Friday, May 17, 2013

Tuesday's Gone


I’m supposed to go and pick up our new car today---the first new car I’ve ever had. And I’m in deep, deep despair.

We’re trading in my Subaru...and I don’t want to leave it.

It doesn’t help that I’m a little hung over right now. It doesn’t help that the song “Tuesday’s Gone” is playing.

But the idea of parking it the dealership lot, getting in the new car and then driving away with the Subaru in the rearview...tears, you guys. Seriously. It had me up in the middle of the night. I thought, I can’t drive the Subaru to the farm. I can’t do it. And yet, I must. It has to be me. The difficulty I am having with this task troubles me. It’s a car, not Old fucking Yeller.

I’ve been driving it for about 10 years. My sister Becky bought it when I started watching Molly because the car I was driving at the time wasn’t the picture of child safety. So for a while it was just the Molly-mobile---Bec’s extra car that I drove solely when schlepping Mol around. Then I moved to NYC and when I came back about a year later, Bec and I worked out an arrangement (since I had gotten rid of my own car before heading to New York) that I’d watch Mol again and she’d pay me a little less for nannying and I could have the car. (No small generosity on Bec’s part.) It’s been a good car. All-wheel drive. A friend. It’s a green wagon with dents and dings all over it now. A massive hailstorm a few years back that devastated the inventory of car dealerships in the area, left about thirty golf ball-sized dimples all over the hood. I loved the character that hail gave the car and never wanted to fix it.

Dan and I agreed I should drive it around these last couple of days----have a proper goodbye and all. It reminds me of when my mom walked our dog, Charlie, up to the school playground for a visit when I was out for recess in fourth grade. I didn’t know it was the last I’d see of Charlie (who was a bit of a biter and probably shouldn’t have been around a schoolyard full of kids). The Subaru didn’t pass inspection and is emitting a deep muffler-related growl. It shakes too and is probably unsafe for long distances. I wanted to put in the $2500 that it needed to pass inspection. (My real goal was to hit 200,000 miles and become part of the Subaru High-Mileage Club. This is a thing. We’re at 179K.) But it’s a 1999 and Dan is ready for a newer car---specifically one that does not have a tape deck. He also feels like the $2500 repairs are adding up and that it’s just time to put the car down. He’s right. Still, I would have hung on to it...

This was the car in which I drove my mom to chemo and we listened to 50’s music and sang along. This was the car in which I waited in the school pick-up line for Mol. Once, Dan velcroed bags of chips and packages of Oreos and peanut butter crackers all over the soft fabric of the Subaru's ceiling so that Molly and I could ceremoniously choose our after-school snack each day and then just reach up and pull it down. Another time, I came home to find L-O-L-A in small silver letters stuck to the car’s bumper.


The guys at the dealership mentioned this when they looked at the car for its trade-in value.

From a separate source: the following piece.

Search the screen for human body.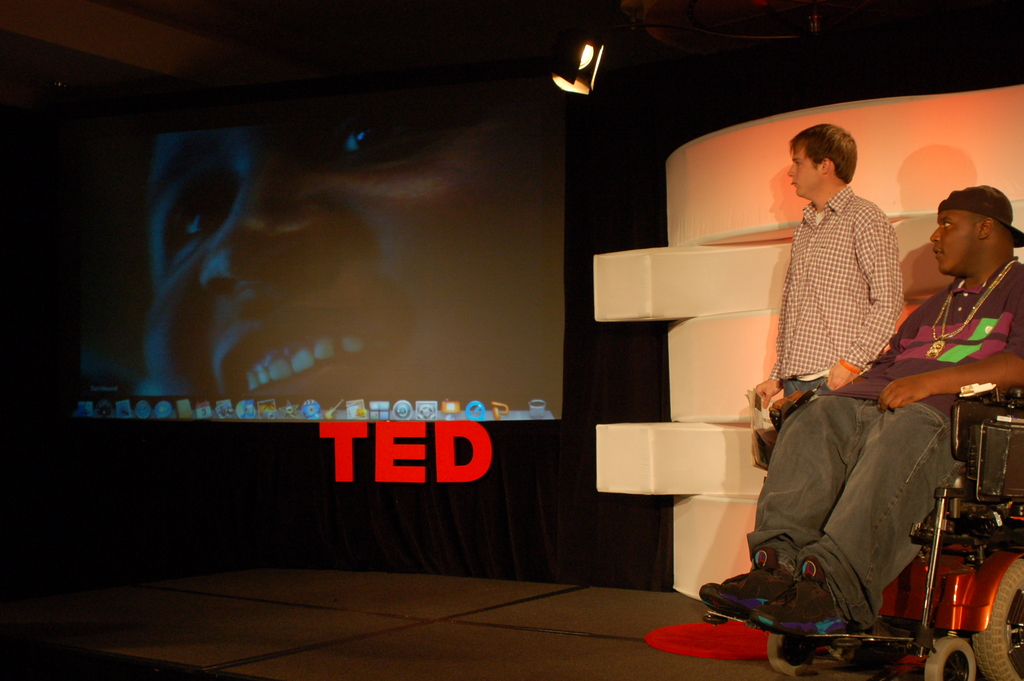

We joked that it was the Lola Edition.

I’d probably hang on to it if we weren’t renting an apartment and had a proper yard to park it in for the next 20 years. That car is Molly as a nugget. When she dropped food in the backseat I told her it was okay because there were all sorts of animals who lived under my seats and they’d eat whatever she dropped. “You’re feeding the animals, Mol.” After that I always found so much food down there.

That car is my mom. She was in the passenger seat when she got the phone call that a scan showed that the cancer had not spread to her brain. She’d grabbed my shoulder---I was so scared I almost drove off the road---and then wept tears of relief.

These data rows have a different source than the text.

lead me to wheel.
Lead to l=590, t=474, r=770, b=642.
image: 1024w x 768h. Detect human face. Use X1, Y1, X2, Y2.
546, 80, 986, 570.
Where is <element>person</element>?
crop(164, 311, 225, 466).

That car is Lola. A twenty-something child of living parents. That car is a relic from another world that no longer exists.

Even the smallest changes feel that big right now. I know it’s not rational. I know we’re fortunate to be able to get a new car and I know I will be excited once the pain of this goodbye has passed. But I feel particularly brittle as I realize just how sensitive I am right now to losses of any kind. I can’t help but wonder if everything will always feel this hard.

Off I go now. Our final drive. For the past three years the Subaru has been a tear-catcher. A loyal friend (with a tape player). RIP, Lola.